Physics-based loss refers to any loss function for supervised or unsupervised machine learning that incorporates physically meaningful constraints, residuals, invariants, or conservation laws, in addition to or in place of standard data-driven objectives. Physics-based losses are key to physics-informed machine learning and neural PDE solvers, but their impact is far broader, including in molecular dynamics, mechanics, control, vision, inverse problems, and beyond. Unlike purely data-based losses, which may lead to solutions inconsistent with governing equations or violate invariants, physics-based loss functions aim to inject rigorous physical domain knowledge into optimization, enabling models to generalize better, obey key constraints, and remain stable in data-sparse or out-of-distribution regimes.

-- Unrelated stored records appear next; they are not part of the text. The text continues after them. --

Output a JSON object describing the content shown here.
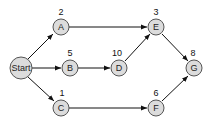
{
  "diagram": {
    "type": "network-graph",
    "nodes": [
      {
        "id": "start",
        "label": "Start",
        "weight": ""
      },
      {
        "id": "A",
        "label": "A",
        "weight": "2"
      },
      {
        "id": "B",
        "label": "B",
        "weight": "5"
      },
      {
        "id": "C",
        "label": "C",
        "weight": "1"
      },
      {
        "id": "D",
        "label": "D",
        "weight": "10"
      },
      {
        "id": "E",
        "label": "E",
        "weight": "3"
      },
      {
        "id": "F",
        "label": "F",
        "weight": "6"
      },
      {
        "id": "G",
        "label": "G",
        "weight": "8"
      }
    ],
    "edges": [
      {
        "from": "Start",
        "to": "A"
      },
      {
        "from": "Start",
        "to": "B"
      },
      {
        "from": "Start",
        "to": "C"
      },
      {
        "from": "A",
        "to": "E"
      },
      {
        "from": "B",
        "to": "D"
      },
      {
        "from": "D",
        "to": "E"
      },
      {
        "from": "E",
        "to": "G"
      },
      {
        "from": "C",
        "to": "F"
      },
      {
        "from": "F",
        "to": "G"
      }
    ]
  }
}
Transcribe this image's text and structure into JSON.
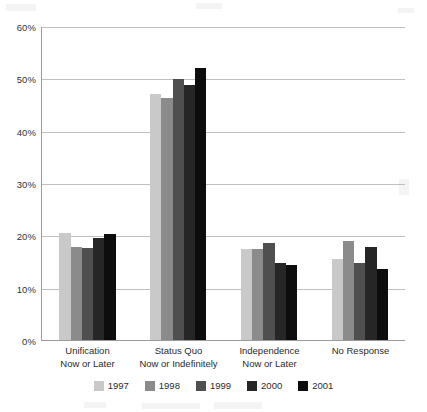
{
  "chart_data": {
    "type": "bar",
    "title": "",
    "subtitle": "",
    "xlabel": "",
    "ylabel": "",
    "ylim": [
      0,
      60
    ],
    "ytick_values": [
      0,
      10,
      20,
      30,
      40,
      50,
      60
    ],
    "ytick_labels": [
      "0%",
      "10%",
      "20%",
      "30%",
      "40%",
      "50%",
      "60%"
    ],
    "grid": true,
    "legend_position": "bottom",
    "categories": [
      "Unification Now or Later",
      "Status Quo Now or Indefinitely",
      "Independence Now or Later",
      "No Response"
    ],
    "category_lines": [
      [
        "Unification",
        "Now or Later"
      ],
      [
        "Status Quo",
        "Now or Indefinitely"
      ],
      [
        "Independence",
        "Now or Later"
      ],
      [
        "No Response",
        ""
      ]
    ],
    "series": [
      {
        "name": "1997",
        "color": "#c9c9c9",
        "values": [
          20.5,
          47.0,
          17.3,
          15.5
        ]
      },
      {
        "name": "1998",
        "color": "#8b8b8b",
        "values": [
          17.8,
          46.3,
          17.4,
          19.0
        ]
      },
      {
        "name": "1999",
        "color": "#4f4f4f",
        "values": [
          17.5,
          49.9,
          18.5,
          14.7
        ]
      },
      {
        "name": "2000",
        "color": "#262626",
        "values": [
          19.4,
          48.8,
          14.7,
          17.7
        ]
      },
      {
        "name": "2001",
        "color": "#0d0d0d",
        "values": [
          20.3,
          52.0,
          14.4,
          13.5
        ]
      }
    ]
  },
  "axis": {
    "y_unit": "%"
  },
  "legend": {
    "entries": [
      "1997",
      "1998",
      "1999",
      "2000",
      "2001"
    ]
  }
}
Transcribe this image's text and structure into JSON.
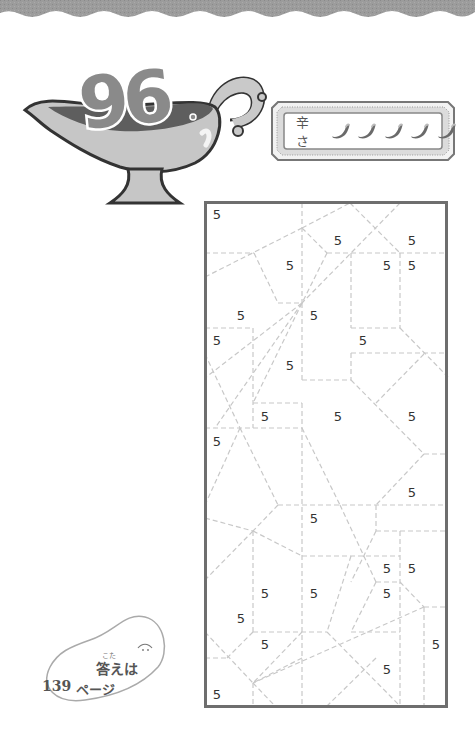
{
  "puzzle": {
    "number": "96",
    "spice_label": "辛さ",
    "spice_level": 5,
    "spice_icons": [
      "chili-pepper-icon",
      "chili-pepper-icon",
      "chili-pepper-icon",
      "chili-pepper-icon",
      "chili-pepper-icon"
    ],
    "frame": {
      "x": 205,
      "y": 202,
      "width": 243,
      "height": 506
    },
    "clues": [
      {
        "value": "5",
        "x": 217,
        "y": 215
      },
      {
        "value": "5",
        "x": 338,
        "y": 241
      },
      {
        "value": "5",
        "x": 412,
        "y": 241
      },
      {
        "value": "5",
        "x": 290,
        "y": 266
      },
      {
        "value": "5",
        "x": 387,
        "y": 266
      },
      {
        "value": "5",
        "x": 412,
        "y": 266
      },
      {
        "value": "5",
        "x": 241,
        "y": 316
      },
      {
        "value": "5",
        "x": 314,
        "y": 316
      },
      {
        "value": "5",
        "x": 217,
        "y": 341
      },
      {
        "value": "5",
        "x": 363,
        "y": 341
      },
      {
        "value": "5",
        "x": 290,
        "y": 366
      },
      {
        "value": "5",
        "x": 265,
        "y": 417
      },
      {
        "value": "5",
        "x": 338,
        "y": 417
      },
      {
        "value": "5",
        "x": 412,
        "y": 417
      },
      {
        "value": "5",
        "x": 217,
        "y": 442
      },
      {
        "value": "5",
        "x": 412,
        "y": 493
      },
      {
        "value": "5",
        "x": 314,
        "y": 519
      },
      {
        "value": "5",
        "x": 387,
        "y": 569
      },
      {
        "value": "5",
        "x": 412,
        "y": 569
      },
      {
        "value": "5",
        "x": 265,
        "y": 594
      },
      {
        "value": "5",
        "x": 314,
        "y": 594
      },
      {
        "value": "5",
        "x": 387,
        "y": 594
      },
      {
        "value": "5",
        "x": 241,
        "y": 619
      },
      {
        "value": "5",
        "x": 265,
        "y": 645
      },
      {
        "value": "5",
        "x": 436,
        "y": 645
      },
      {
        "value": "5",
        "x": 387,
        "y": 670
      },
      {
        "value": "5",
        "x": 217,
        "y": 695
      }
    ],
    "colors": {
      "frame": "#6e6e6e",
      "dashed_line": "#c8c8c8",
      "clue_text": "#333333",
      "badge_number": "#8a8a8a",
      "top_band": "#9a9a9a"
    }
  },
  "answer_note": {
    "ruby": "こた",
    "line1": "答えは",
    "page_number": "139",
    "page_suffix": "ページ"
  }
}
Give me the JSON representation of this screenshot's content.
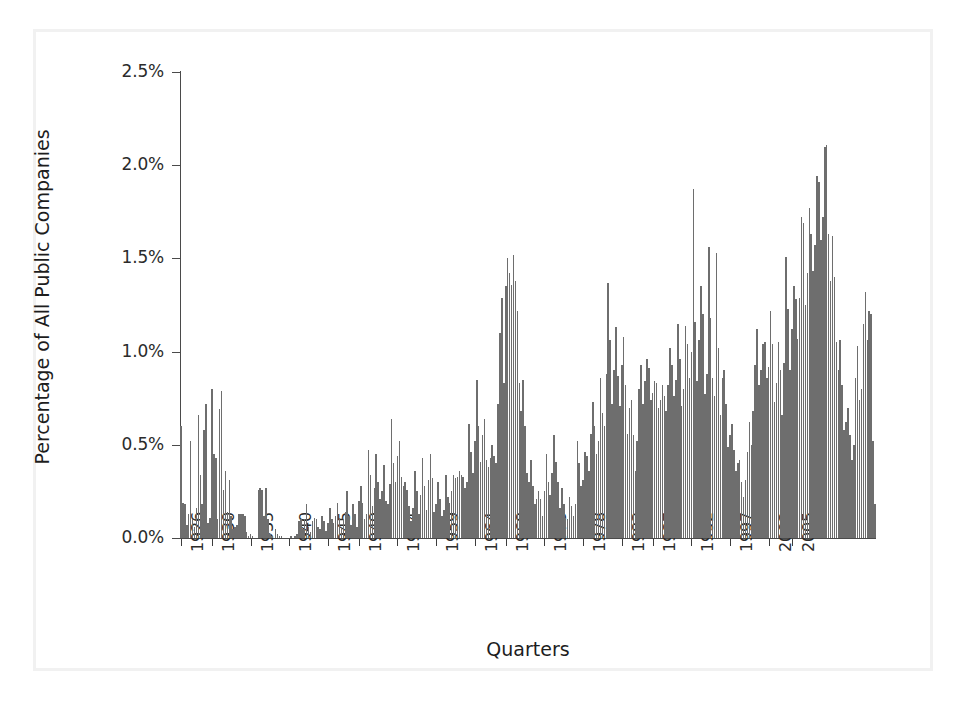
{
  "chart_data": {
    "type": "bar",
    "title": "",
    "xlabel": "Quarters",
    "ylabel": "Percentage of All Public Companies",
    "ylim": [
      0,
      2.5
    ],
    "yticks": [
      0,
      0.5,
      1.0,
      1.5,
      2.0,
      2.5
    ],
    "ytick_labels": [
      "0.0%",
      "0.5%",
      "1.0%",
      "1.5%",
      "2.0%",
      "2.5%"
    ],
    "xtick_labels": [
      "1926",
      "1930",
      "1935",
      "1940",
      "1945",
      "1949",
      "1954",
      "1959",
      "1964",
      "1968",
      "1973",
      "1978",
      "1983",
      "1987",
      "1992",
      "1997",
      "2002",
      "2005"
    ],
    "xtick_years": [
      1926,
      1930,
      1935,
      1940,
      1945,
      1949,
      1954,
      1959,
      1964,
      1968,
      1973,
      1978,
      1983,
      1987,
      1992,
      1997,
      2002,
      2005
    ],
    "x_start_year": 1926,
    "x_end_year": 2005.75,
    "quarters_per_year": 4,
    "grid": false,
    "legend": false,
    "bar_color": "#6e6e6e",
    "axis_color": "#4a4a4a",
    "values": [
      0.6,
      0.19,
      0.18,
      0.07,
      0.13,
      0.52,
      0.1,
      0.06,
      0.16,
      0.66,
      0.34,
      0.18,
      0.58,
      0.72,
      0.08,
      0.11,
      0.8,
      0.45,
      0.43,
      0.1,
      0.69,
      0.79,
      0.26,
      0.36,
      0.14,
      0.31,
      0.12,
      0.05,
      0.06,
      0.07,
      0.13,
      0.13,
      0.13,
      0.12,
      0.03,
      0.01,
      0.02,
      0.01,
      0.0,
      0.0,
      0.26,
      0.27,
      0.26,
      0.12,
      0.27,
      0.1,
      0.02,
      0.01,
      0.0,
      0.05,
      0.02,
      0.01,
      0.01,
      0.0,
      0.0,
      0.0,
      0.0,
      0.01,
      0.0,
      0.01,
      0.02,
      0.09,
      0.1,
      0.05,
      0.1,
      0.18,
      0.06,
      0.03,
      0.09,
      0.11,
      0.1,
      0.06,
      0.05,
      0.12,
      0.09,
      0.04,
      0.08,
      0.16,
      0.1,
      0.08,
      0.12,
      0.19,
      0.11,
      0.06,
      0.1,
      0.14,
      0.25,
      0.12,
      0.07,
      0.18,
      0.13,
      0.06,
      0.2,
      0.28,
      0.19,
      0.1,
      0.13,
      0.47,
      0.34,
      0.17,
      0.27,
      0.45,
      0.3,
      0.21,
      0.25,
      0.39,
      0.2,
      0.18,
      0.29,
      0.64,
      0.4,
      0.3,
      0.44,
      0.52,
      0.33,
      0.28,
      0.3,
      0.26,
      0.17,
      0.09,
      0.16,
      0.36,
      0.25,
      0.13,
      0.23,
      0.43,
      0.28,
      0.15,
      0.31,
      0.45,
      0.32,
      0.14,
      0.18,
      0.3,
      0.21,
      0.12,
      0.15,
      0.34,
      0.22,
      0.19,
      0.25,
      0.34,
      0.32,
      0.33,
      0.36,
      0.34,
      0.33,
      0.27,
      0.3,
      0.61,
      0.46,
      0.35,
      0.52,
      0.85,
      0.6,
      0.41,
      0.55,
      0.64,
      0.42,
      0.38,
      0.43,
      0.5,
      0.44,
      0.4,
      0.72,
      1.1,
      1.29,
      0.83,
      1.35,
      1.5,
      1.42,
      1.36,
      1.52,
      1.38,
      1.22,
      0.83,
      0.68,
      0.85,
      0.6,
      0.35,
      0.3,
      0.42,
      0.28,
      0.18,
      0.21,
      0.25,
      0.21,
      0.12,
      0.25,
      0.45,
      0.3,
      0.23,
      0.35,
      0.55,
      0.41,
      0.3,
      0.16,
      0.27,
      0.18,
      0.11,
      0.1,
      0.22,
      0.17,
      0.12,
      0.18,
      0.52,
      0.4,
      0.28,
      0.31,
      0.46,
      0.44,
      0.36,
      0.56,
      0.73,
      0.6,
      0.45,
      0.52,
      0.86,
      0.67,
      0.6,
      0.88,
      1.37,
      1.06,
      0.72,
      0.9,
      1.13,
      0.87,
      0.71,
      0.93,
      1.08,
      0.82,
      0.56,
      0.7,
      0.74,
      0.55,
      0.36,
      0.52,
      0.8,
      0.93,
      0.72,
      0.84,
      0.96,
      0.91,
      0.74,
      0.78,
      0.84,
      0.83,
      0.7,
      0.74,
      0.82,
      0.76,
      0.68,
      0.82,
      1.02,
      0.93,
      0.76,
      0.85,
      1.15,
      0.96,
      0.71,
      0.8,
      1.14,
      1.04,
      0.86,
      1.0,
      1.87,
      1.16,
      0.84,
      1.06,
      1.35,
      1.2,
      0.77,
      0.88,
      1.56,
      1.18,
      0.86,
      0.76,
      1.53,
      1.02,
      0.66,
      0.86,
      0.9,
      0.72,
      0.49,
      0.55,
      0.61,
      0.47,
      0.36,
      0.4,
      0.42,
      0.3,
      0.22,
      0.31,
      0.46,
      0.62,
      0.5,
      0.68,
      0.93,
      1.12,
      0.82,
      0.9,
      1.04,
      1.05,
      0.86,
      0.92,
      1.22,
      1.04,
      0.73,
      0.83,
      1.05,
      0.9,
      0.66,
      0.94,
      1.51,
      1.23,
      0.9,
      1.12,
      1.35,
      1.28,
      1.07,
      1.29,
      1.72,
      1.69,
      1.25,
      1.42,
      1.77,
      1.63,
      1.43,
      1.57,
      1.94,
      1.91,
      1.6,
      1.72,
      2.1,
      2.11,
      1.63,
      1.38,
      1.62,
      1.4,
      1.05,
      0.9,
      1.06,
      0.82,
      0.58,
      0.62,
      0.7,
      0.55,
      0.42,
      0.5,
      0.86,
      1.03,
      0.74,
      0.8,
      1.15,
      1.32,
      1.06,
      1.22,
      1.2,
      0.52,
      0.18
    ]
  },
  "figure": {
    "background_color": "#ffffff",
    "frame_color": "#f1f1f1"
  }
}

1. Foundations and Mathematical Formulation

Physics-based losses are typically defined to penalize violations of physical laws, constraints, or structure. The canonical example arises in physics-informed neural networks (PINNs), where the residual of the governing differential equation, as well as residuals for initial and boundary conditions, are incorporated into a composite loss: Ltotal(θ)=λphyLphy(θ)+k=1nbλBCkLBCk(θ)+λICLIC(θ)L_\text{total}(\theta) = \lambda_\text{phy}L_\text{phy}(\theta) + \sum_{k=1}^{n_b} \lambda_{BC_k}L_{BC_k}(\theta) + \lambda_{IC}L_{IC}(\theta) Here, LphyL_\text{phy} is the mean squared residual of the PDE at collocation points, LBCkL_{BC_k} and LICL_{IC} are boundary and initial losses, and the λi\lambda_i are weights (Farea et al., 17 Sep 2025). In other domains, physics-based loss can encode energy conservation (Raymond et al., 2021), strain or equilibrium constraints (Ahmed et al., 2024), near-field physical quantities (Liu et al., 2021), discrete finite-difference residuals (Luo et al., 7 Mar 2026), or more problem-specific invariants and symmetries.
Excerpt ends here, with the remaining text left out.